Polarization Loss Calculator

The signal loss caused by mismatched polarization between transmit and receive antennas.

What is Polarization Loss?

Antenna polarization describes the orientation of the electric field vector of a radiated electromagnetic wave. Polarization loss (also called polarization mismatch loss or PLF — Polarization Loss Factor) occurs when the transmit and receive antennas are not aligned in polarization, reducing the amount of power transferred between them.

For a pair of vertically polarized antennas pointed at each other, the polarizations match perfectly and there is zero polarization loss (0 dB). If one antenna is vertical and the other horizontal (90° offset), the electric fields are orthogonal. Theoretical isolation is very high for perfectly orthogonal polarizations, but practical systems are limited by antenna cross-polarization discrimination, installation tolerances, and multipath.

Circular polarization adds another dimension: two antennas with the same circular polarization sense (both RHCP or both LHCP) match perfectly (0 dB loss), while opposite senses (one RHCP, one LHCP) produce 30 dB isolation. A linear antenna combined with a circular antenna always incurs 3 dB polarization loss regardless of the linear antenna's orientation.

Why Does It Matter?

Quick Polarization Loss Calculator

Formulas Used by LinkBudgetPro

\[ \text{Linear–Linear:} \quad L_{\text{pol}} = \min\!\left(-20\log_{10}\left|\cos\!\left(\delta\right)\right|,\ 30\right) \text{ dB}, \quad \delta = |\theta_{\text{tx}} - \theta_{\text{rx}}| \]
\[ \text{Same-sense circular (RHCP/RHCP or LHCP/LHCP):} \quad L_{\text{pol}} = 0 \text{ dB} \]
\[ \text{Cross-circular (RHCP/LHCP):} \quad L_{\text{pol}} = 30 \text{ dB} \quad \text{(theoretical isolation)} \]
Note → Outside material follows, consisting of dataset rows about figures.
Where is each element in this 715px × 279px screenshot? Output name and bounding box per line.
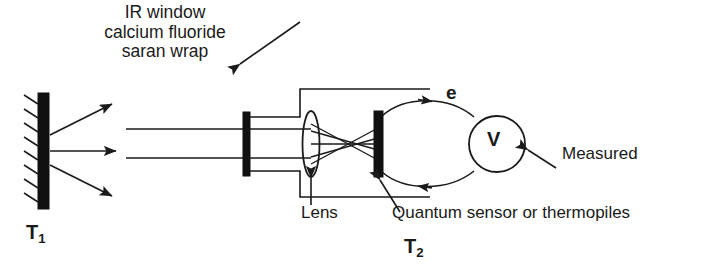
radiation-ray-lower bbox=[50, 165, 112, 196]
detector-temperature-subscript: 2 bbox=[416, 245, 423, 260]
circuit-top-wire bbox=[382, 101, 474, 117]
ir-window-caption-line-3: saran wrap bbox=[0, 42, 330, 62]
radiation-rays bbox=[50, 104, 116, 196]
measured-label: Measured bbox=[562, 144, 638, 163]
circuit-loop bbox=[382, 100, 474, 189]
detector-bar bbox=[374, 111, 383, 177]
source-wall-bar bbox=[38, 93, 49, 209]
source-temperature-label: T1 bbox=[26, 221, 46, 246]
enclosure-bottom-wall bbox=[246, 171, 430, 197]
lens-label: Lens bbox=[301, 203, 338, 222]
detector-label: Quantum sensor or thermopiles bbox=[392, 203, 630, 222]
source-wall-hatching bbox=[24, 95, 38, 202]
circuit-bottom-wire bbox=[382, 171, 474, 187]
enclosure-top-wall bbox=[246, 89, 430, 117]
leader-measured bbox=[528, 150, 556, 168]
ray-bundle-crossing bbox=[246, 124, 378, 164]
ir-window-bar bbox=[243, 112, 250, 176]
incident-beam-lines bbox=[126, 129, 246, 158]
source-temperature-subscript: 1 bbox=[38, 231, 45, 246]
detector-temperature-symbol: T bbox=[404, 235, 416, 257]
detector-temperature-label: T2 bbox=[404, 235, 424, 260]
ir-window-caption-line-2: calcium fluoride bbox=[0, 23, 330, 43]
source-temperature-symbol: T bbox=[26, 221, 38, 243]
ir-window-caption-line-1: IR window bbox=[0, 3, 330, 23]
thermal-radiation-sensor-diagram: IR window calcium fluoride saran wrap T1… bbox=[0, 0, 715, 279]
blackbody-source-wall bbox=[24, 93, 49, 209]
voltmeter-label: V bbox=[487, 128, 500, 150]
instrument-enclosure bbox=[246, 89, 430, 197]
ir-window-caption: IR window calcium fluoride saran wrap bbox=[0, 3, 330, 62]
electron-flow-label: e bbox=[446, 82, 457, 103]
radiation-ray-upper bbox=[50, 104, 112, 135]
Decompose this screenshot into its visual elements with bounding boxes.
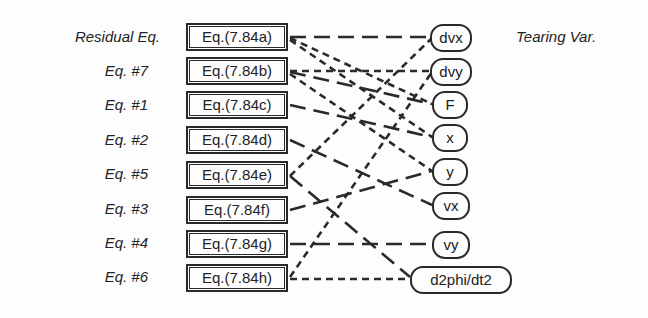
edge-e-d2phi [290,176,410,277]
equation-box-d: Eq.(7.84d) [186,126,288,154]
tearing-diagram: Residual Eq. Tearing Var. Eq. #7 Eq. #1 … [0,0,648,318]
variable-node-F: F [432,91,468,119]
equation-box-b: Eq.(7.84b) [186,57,288,85]
equation-box-c: Eq.(7.84c) [186,91,288,119]
variable-node-dvx: dvx [430,24,472,52]
variable-node-x: x [432,124,468,152]
variable-node-d2phi-dt2: d2phi/dt2 [410,266,512,294]
header-tearing-var: Tearing Var. [516,28,596,45]
row-label-d: Eq. #2 [0,131,148,148]
equation-box-g: Eq.(7.84g) [186,230,288,258]
variable-node-dvy: dvy [430,58,472,86]
row-label-g: Eq. #4 [0,234,148,251]
equation-box-a: Eq.(7.84a) [186,23,288,51]
variable-node-y: y [432,158,468,186]
row-label-c: Eq. #1 [0,96,148,113]
header-residual-eq: Residual Eq. [0,28,160,45]
edge-f-y [290,171,432,210]
row-label-h: Eq. #6 [0,268,148,285]
equation-box-f: Eq.(7.84f) [186,196,288,224]
row-label-e: Eq. #5 [0,165,148,182]
edge-h-dvy [290,72,432,277]
variable-node-vy: vy [432,231,470,259]
variable-node-vx: vx [432,192,470,220]
row-label-f: Eq. #3 [0,200,148,217]
equation-box-h: Eq.(7.84h) [186,264,288,292]
equation-box-e: Eq.(7.84e) [186,161,288,189]
row-label-b: Eq. #7 [0,62,148,79]
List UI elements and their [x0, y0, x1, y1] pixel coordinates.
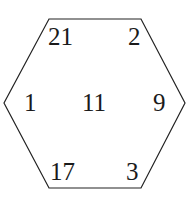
hexagon-diagram: 21 2 1 11 9 17 3 — [0, 0, 189, 203]
label-bottom-right: 3 — [126, 158, 139, 185]
label-top-right: 2 — [128, 23, 141, 50]
label-right: 9 — [153, 89, 166, 116]
label-bottom-left: 17 — [50, 158, 75, 185]
label-top-left: 21 — [48, 23, 73, 50]
label-left: 1 — [24, 89, 37, 116]
label-center: 11 — [82, 89, 106, 116]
Mixed (one circular, one linear): \(L_{\text{pol}} = 3\) dB fixed. Cap: 30 dB max for all cases.

Parameter Explanation

ParameterUnitDescription
Tx PolarizationTransmit antenna polarization: Vertical, Horizontal, RHCP, LHCP, or Custom Linear
Rx PolarizationReceive antenna polarization — must match Tx for zero polarization loss
Tx/Rx AngledegreesCustom linear angle: Vertical=0°, Horizontal=90°
Angular offset (δ)degreesDifference between Tx and Rx polarization angles
Polarization LossdBSignal loss due to polarization mismatch (0 = perfect match, 30 = maximum isolation)

Quick Reference Table

Tx PolarizationRx PolarizationLoss (dB)Notes
VerticalVertical0 dBPerfect match
HorizontalHorizontal0 dBPerfect match
VerticalHorizontal30 dBFull cross-polarization (capped)
45° LinearVertical (0°)3 dB45° offset = −20·log₁₀(cos45°)
RHCPRHCP0 dBSame circular sense = match
RHCPLHCP30 dBOpposite circular = isolation
RHCPVertical3 dBCircular vs. linear = always 3 dB
LHCPHorizontal3 dBCircular vs. linear = always 3 dB

Worked Example

A 5 GHz backhaul link uses a vertical Tx antenna, but the Rx antenna was accidentally installed at 30° tilt. Find polarization loss:

Tx: Vertical = 0°; Rx: 30° tilt from vertical
δ = |0 − 30| = 30°; δ_rad = 30 × π/180 = 0.5236 rad
cos(0.5236) = 0.866
Loss = −20·log₁₀(0.866) = −20 × (−0.0625) = 1.25 dB
Manageable but should be corrected. At 45° offset: 3.0 dB. At 60° offset: 6.0 dB.

When Should You Use It?

Related Calculations

Configure polarization settings in the Antennas tab of the full RF link budget calculator.